For help on your own sustainability initiatives, the San Diego Rescue Mission, Father Joe’s Villages and Goodwill San Diego offer pick-up services for larger items or big collections. All three organizations also have multiple drop-off sites.

Tip No. 3: Don’t fear the compost

Like other waste-reduction award winners, SeaWorld and Hazard Center are part of the city’s Commercial Food Waste Recycling Program, where meticulously sorted food scraps are processed into compost, which can be purchased at the Miramar Greenery at the Miramar Landfill. (City residents can self-load up to two cubic yards of compost for free, with proof of residency.)

If you want to take the composting plunge, you will have to do your composting at home. The city’s compost voucher program provides residents with discount vouchers on one of three styles of compost bins. The city also offers free workshops and a more in-depth Master Composter Course.
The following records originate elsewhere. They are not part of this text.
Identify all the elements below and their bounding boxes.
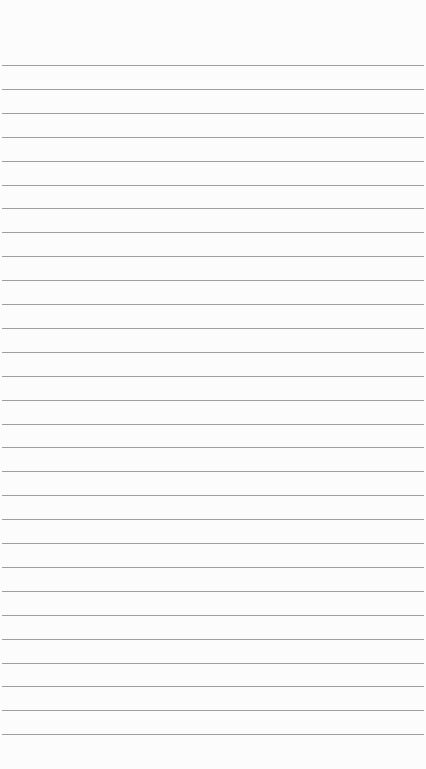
- ruled-line: [2, 161, 424, 162]
- ruled-line: [2, 352, 424, 353]
- ruled-line: [2, 137, 424, 138]
- ruled-line: [2, 280, 424, 281]
- ruled-line: [2, 710, 424, 711]
- ruled-line: [2, 65, 424, 66]
- ruled-line: [2, 256, 424, 257]
- ruled-line: [2, 447, 424, 448]
- ruled-line: [2, 615, 424, 616]
- ruled-line: [2, 543, 424, 544]
- ruled-line: [2, 400, 424, 401]
- ruled-line: [2, 734, 424, 735]
- lined-paper-sheet: [0, 0, 426, 769]
- ruled-line: [2, 686, 424, 687]
- ruled-line: [2, 185, 424, 186]
- ruled-line: [2, 591, 424, 592]
- ruled-line: [2, 208, 424, 209]
- ruled-line: [2, 495, 424, 496]
- ruled-line: [2, 328, 424, 329]
- ruled-line: [2, 113, 424, 114]
- ruled-line: [2, 89, 424, 90]
- ruled-line: [2, 639, 424, 640]
- ruled-line: [2, 232, 424, 233]
- ruled-line: [2, 663, 424, 664]
- ruled-line: [2, 519, 424, 520]
- ruled-line: [2, 376, 424, 377]
- ruled-line: [2, 424, 424, 425]
- ruled-line: [2, 567, 424, 568]
- ruled-line: [2, 471, 424, 472]
- ruled-line: [2, 304, 424, 305]
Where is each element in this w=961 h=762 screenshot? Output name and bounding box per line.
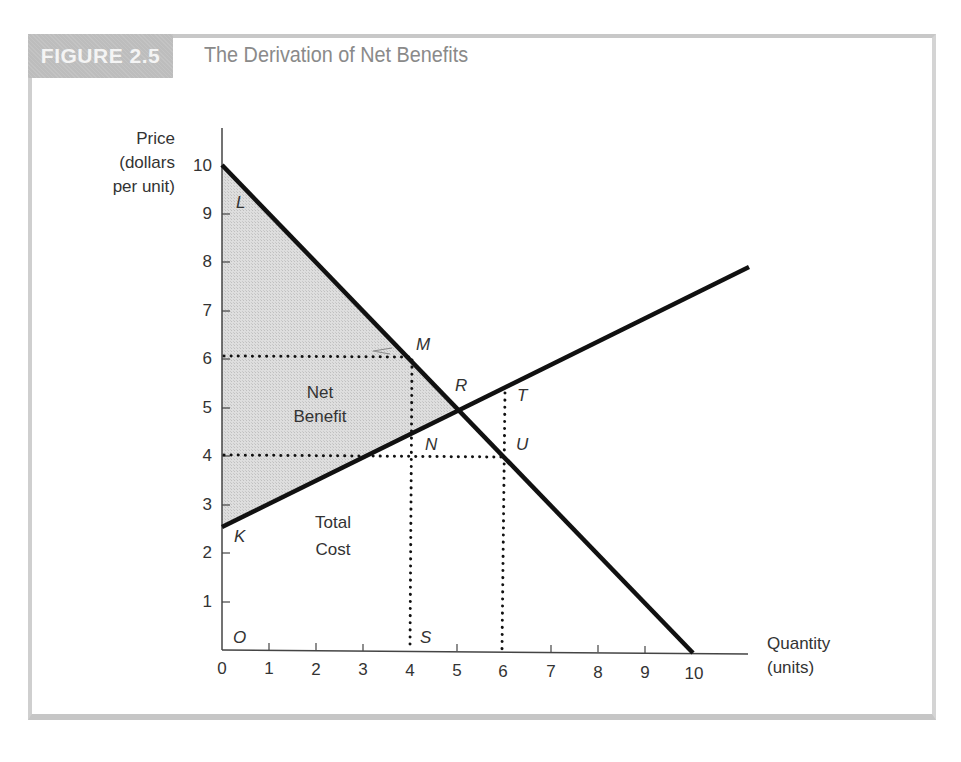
x-tick-10: 10 (685, 664, 704, 683)
guide-qty-6 (502, 393, 505, 651)
point-label-U: U (516, 435, 529, 454)
point-label-T: T (517, 386, 529, 405)
x-tick-8: 8 (593, 663, 602, 682)
point-label-O: O (233, 628, 246, 647)
y-tick-7: 7 (203, 301, 212, 320)
svg-text:Quantity: Quantity (767, 634, 831, 653)
x-tick-labels: 0 1 2 3 4 5 6 7 8 9 10 (217, 659, 703, 683)
y-tick-10: 10 (193, 156, 212, 175)
point-label-R: R (455, 376, 467, 395)
x-tick-3: 3 (358, 660, 367, 679)
point-label-L: L (236, 193, 245, 212)
svg-text:Benefit: Benefit (294, 407, 347, 426)
x-tick-5: 5 (452, 661, 461, 680)
y-tick-9: 9 (203, 204, 212, 223)
x-tick-7: 7 (546, 662, 555, 681)
svg-text:(dollars: (dollars (119, 153, 175, 172)
chart-plot: 1 2 3 4 5 6 7 8 9 10 0 1 2 3 4 5 6 7 8 9… (0, 0, 961, 762)
x-tick-0: 0 (217, 659, 226, 678)
point-label-M: M (416, 335, 431, 354)
point-label-N: N (425, 435, 438, 454)
svg-text:Total: Total (315, 513, 351, 532)
svg-text:Cost: Cost (316, 540, 351, 559)
total-cost-label: Total Cost (315, 513, 351, 559)
x-axis-title: Quantity (units) (767, 634, 831, 677)
svg-text:Price: Price (136, 129, 175, 148)
y-tick-8: 8 (203, 252, 212, 271)
svg-text:per unit): per unit) (113, 177, 175, 196)
y-tick-labels: 1 2 3 4 5 6 7 8 9 10 (193, 156, 212, 611)
svg-text:(units): (units) (767, 658, 814, 677)
y-tick-2: 2 (203, 543, 212, 562)
point-label-S: S (420, 628, 432, 647)
x-tick-9: 9 (640, 663, 649, 682)
y-tick-5: 5 (203, 398, 212, 417)
x-tick-2: 2 (311, 660, 320, 679)
x-tick-1: 1 (264, 659, 273, 678)
x-tick-4: 4 (405, 661, 414, 680)
y-tick-1: 1 (203, 592, 212, 611)
x-tick-6: 6 (498, 662, 507, 681)
y-axis-title: Price (dollars per unit) (113, 129, 175, 196)
svg-text:Net: Net (307, 383, 334, 402)
y-tick-6: 6 (203, 349, 212, 368)
x-axis (222, 650, 748, 654)
y-tick-3: 3 (203, 495, 212, 514)
point-label-K: K (234, 527, 246, 546)
y-tick-4: 4 (203, 446, 212, 465)
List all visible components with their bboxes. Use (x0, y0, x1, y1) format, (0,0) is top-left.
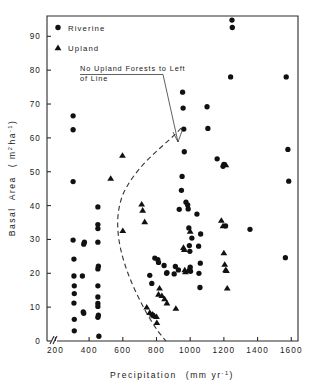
data-point-upland (107, 175, 114, 181)
y-tick-label: 60 (30, 134, 41, 143)
series-upland-points (107, 152, 230, 325)
data-point-riverine (187, 243, 192, 248)
data-point-riverine (181, 126, 186, 131)
data-point-upland (139, 207, 146, 213)
x-tick-label: 1600 (280, 346, 303, 355)
y-tick-label: 70 (30, 100, 41, 109)
data-point-riverine (149, 281, 154, 286)
data-point-riverine (156, 260, 161, 265)
data-point-upland (153, 319, 160, 325)
y-axis-ticks (47, 36, 51, 341)
data-point-riverine (204, 104, 209, 109)
y-axis-tick-labels: 0102030405060708090 (30, 32, 41, 346)
data-point-riverine (95, 283, 100, 288)
x-tick-label: 1000 (179, 346, 202, 355)
data-point-riverine (189, 235, 194, 240)
data-point-upland (172, 305, 179, 311)
legend-label-riverine: Riverine (68, 24, 105, 33)
annotation-line-2: of Line (80, 74, 108, 83)
legend-label-upland: Upland (68, 44, 99, 53)
data-point-riverine (147, 273, 152, 278)
data-point-riverine (176, 267, 181, 272)
data-point-riverine (72, 317, 77, 322)
data-point-riverine (95, 304, 100, 309)
y-tick-label: 90 (30, 32, 41, 41)
data-point-riverine (95, 315, 100, 320)
data-point-riverine (71, 256, 76, 261)
y-tick-label: 20 (30, 269, 41, 278)
data-point-riverine (187, 249, 192, 254)
legend-marker-riverine (55, 25, 60, 30)
data-point-riverine (95, 294, 100, 299)
data-point-riverine (179, 174, 184, 179)
data-point-riverine (228, 74, 233, 79)
data-point-riverine (214, 156, 219, 161)
x-tick-label: 400 (81, 346, 98, 355)
data-point-riverine (194, 211, 199, 216)
data-point-riverine (81, 311, 86, 316)
data-point-riverine (196, 244, 201, 249)
data-point-riverine (286, 179, 291, 184)
data-point-riverine (283, 255, 288, 260)
y-axis-title: BasalArea( m2ha-1) (7, 120, 17, 237)
data-point-riverine (70, 127, 75, 132)
x-tick-label: 600 (114, 346, 131, 355)
data-point-riverine (186, 206, 191, 211)
data-point-riverine (180, 90, 185, 95)
data-point-riverine (70, 237, 75, 242)
x-tick-label: 200 (47, 346, 64, 355)
data-point-riverine (95, 266, 100, 271)
x-axis-title: Precipitation(mm yr-1) (110, 370, 234, 380)
data-point-riverine (180, 105, 185, 110)
data-point-upland (138, 201, 145, 207)
x-tick-label: 1400 (246, 346, 269, 355)
data-point-upland (143, 304, 150, 310)
data-point-riverine (71, 300, 76, 305)
data-point-riverine (80, 273, 85, 278)
data-point-upland (141, 219, 148, 225)
data-point-riverine (230, 25, 235, 30)
x-axis-ticks (55, 337, 291, 341)
annotation-leader-line (80, 75, 178, 143)
data-point-riverine (71, 273, 76, 278)
data-point-riverine (72, 291, 77, 296)
y-tick-label: 0 (35, 337, 41, 346)
y-tick-label: 80 (30, 66, 41, 75)
data-point-riverine (70, 179, 75, 184)
y-tick-label: 10 (30, 303, 41, 312)
scatter-plot: 2004006008001000120014001600 01020304050… (0, 0, 315, 391)
data-point-upland (119, 227, 126, 233)
y-tick-label: 40 (30, 202, 41, 211)
data-point-riverine (161, 263, 166, 268)
data-point-riverine (164, 270, 169, 275)
legend: Riverine Upland (55, 24, 106, 53)
data-point-riverine (284, 74, 289, 79)
data-point-riverine (72, 283, 77, 288)
data-point-riverine (95, 239, 100, 244)
data-point-riverine (205, 126, 210, 131)
data-point-riverine (72, 328, 77, 333)
data-point-riverine (95, 226, 100, 231)
data-point-riverine (177, 207, 182, 212)
data-point-riverine (172, 271, 177, 276)
x-tick-label: 1200 (213, 346, 236, 355)
x-tick-label: 800 (148, 346, 165, 355)
data-point-riverine (70, 113, 75, 118)
data-point-upland (224, 285, 231, 291)
data-point-riverine (229, 17, 234, 22)
annotation-arrowhead (173, 131, 182, 142)
data-point-riverine (82, 239, 87, 244)
data-point-riverine (198, 260, 203, 265)
data-point-riverine (96, 334, 101, 339)
annotation-line-1: No Upland Forests to Left (80, 64, 185, 73)
data-point-riverine (198, 231, 203, 236)
data-point-riverine (182, 149, 187, 154)
data-point-riverine (197, 285, 202, 290)
x-axis-tick-labels: 2004006008001000120014001600 (47, 346, 303, 355)
legend-marker-upland (55, 45, 62, 51)
data-point-upland (119, 152, 126, 158)
data-point-riverine (179, 188, 184, 193)
data-point-upland (218, 217, 225, 223)
data-point-upland (220, 250, 227, 256)
y-tick-label: 50 (30, 168, 41, 177)
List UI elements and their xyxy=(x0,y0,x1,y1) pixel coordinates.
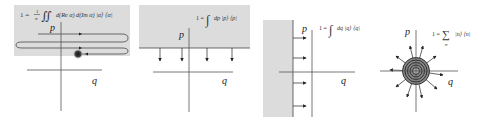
svg-text:1 =: 1 = xyxy=(196,15,205,21)
svg-text:∫: ∫ xyxy=(328,22,334,38)
panel-coherent-states: 1 = 1 π ∬ d(Re α) d(Im α) |α⟩ ⟨α| p q xyxy=(14,5,130,111)
panel-position-states: 1 = ∫ dq |q⟩ ⟨q| p q xyxy=(263,20,360,117)
p-label: p xyxy=(178,29,184,40)
q-label: q xyxy=(222,75,227,86)
q-label: q xyxy=(341,75,346,86)
svg-text:d(Re α) d(Im α) |α⟩ ⟨α|: d(Re α) d(Im α) |α⟩ ⟨α| xyxy=(56,11,113,19)
q-label: q xyxy=(448,76,453,87)
formula: 1 = ∫ dq |q⟩ ⟨q| xyxy=(319,22,360,38)
coherent-state-blob xyxy=(73,49,83,59)
svg-text:∑: ∑ xyxy=(442,28,450,41)
down-arrows xyxy=(160,48,232,61)
panel-number-states: 1 = ∑ n |n⟩ ⟨n| p q xyxy=(380,26,471,112)
svg-text:1 =: 1 = xyxy=(319,25,328,31)
q-label: q xyxy=(92,75,97,86)
svg-text:dp |p⟩ ⟨p|: dp |p⟩ ⟨p| xyxy=(214,15,237,21)
svg-text:∬: ∬ xyxy=(41,9,52,23)
panel-momentum-states: 1 = ∫ dp |p⟩ ⟨p| p q xyxy=(139,5,250,112)
svg-text:dq |q⟩ ⟨q|: dq |q⟩ ⟨q| xyxy=(337,25,360,31)
formula: 1 = ∑ n |n⟩ ⟨n| xyxy=(432,28,471,47)
svg-text:|n⟩ ⟨n|: |n⟩ ⟨n| xyxy=(455,31,471,37)
svg-text:1 =: 1 = xyxy=(432,31,441,37)
shaded-region xyxy=(263,20,293,117)
phase-space-diagrams: 1 = 1 π ∬ d(Re α) d(Im α) |α⟩ ⟨α| p q 1 … xyxy=(0,0,486,122)
p-label: p xyxy=(404,26,410,37)
p-label: p xyxy=(49,22,55,33)
p-label: p xyxy=(301,23,307,34)
shaded-region xyxy=(139,5,250,48)
svg-text:n: n xyxy=(445,42,448,47)
svg-text:1 =: 1 = xyxy=(20,11,29,19)
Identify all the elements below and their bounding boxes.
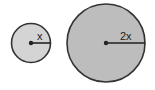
circles-diagram: x 2x [0, 0, 155, 90]
small-center-dot [29, 41, 33, 45]
large-circle-group: 2x [67, 4, 145, 82]
small-radius-label: x [37, 30, 43, 42]
small-circle-group: x [12, 24, 51, 63]
large-radius-label: 2x [120, 30, 132, 42]
large-center-dot [104, 41, 108, 45]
For information and forms, go online to the Environmental Services Backyard Composting page, or call the “Rotline” at: (760) 436-7986, ext 222.

“Where I used to live, I had a little composting container in my backyard, and it was actually kind of fun,” said Jayne Vanderhagen, property administrator at PMRG, which manages Hazard Center, where the food-service tenants are composting more than 18 cubic yards of food per week.

“I had this little decorative pot with a lid, and instead of throwing that broccoli spear down the garbage disposal, I would put it in the pot and put it out with the composting. Then you just kind of stir it up, and you’re done. It’s a lot easier than you think it’s gong to be, and the dirt was amazing.”

Tip No. 4: Get creative

When SeaWorld San Diego finds itself with an excess of fresh fish, that fish used to end up at a rendering plant. Now, it is donated to feed the animals at the California Wolf Center, a nonprofit conservancy and research center near Julian. When members of the Point Loma Nazarene sustainability staff want to remind students about the importance of recycling, they construct “Mount Trashmore,” a guilt-inducing pile made from recyclable waste retrieved from the campus’ trash bins.

And when an operations employee at the San Diego International Airport noticed that condensation from the air conditioning units under the passenger boarding bridges was leaving big puddles on the ground, the Airport Authority put 55 gallon drums at 14 gates, a small thing that ended up saving 103,000 gallons of water last year. The water was used for cleaning equipment, power-washing sidewalks and dust control at airport construction sites.

Whether you are a big business or just a big-hearted citizen, there are ecological rewards for thinking outside the box. Just don’t forget to break down the box when you’re through. It goes in the blue bin.

“I always say, ‘Take baby steps,’” said Steve Weihe, recycling specialist with the city of San Diego. “Every day is a challenge, and if you can do something every day, you are getting to that goal.”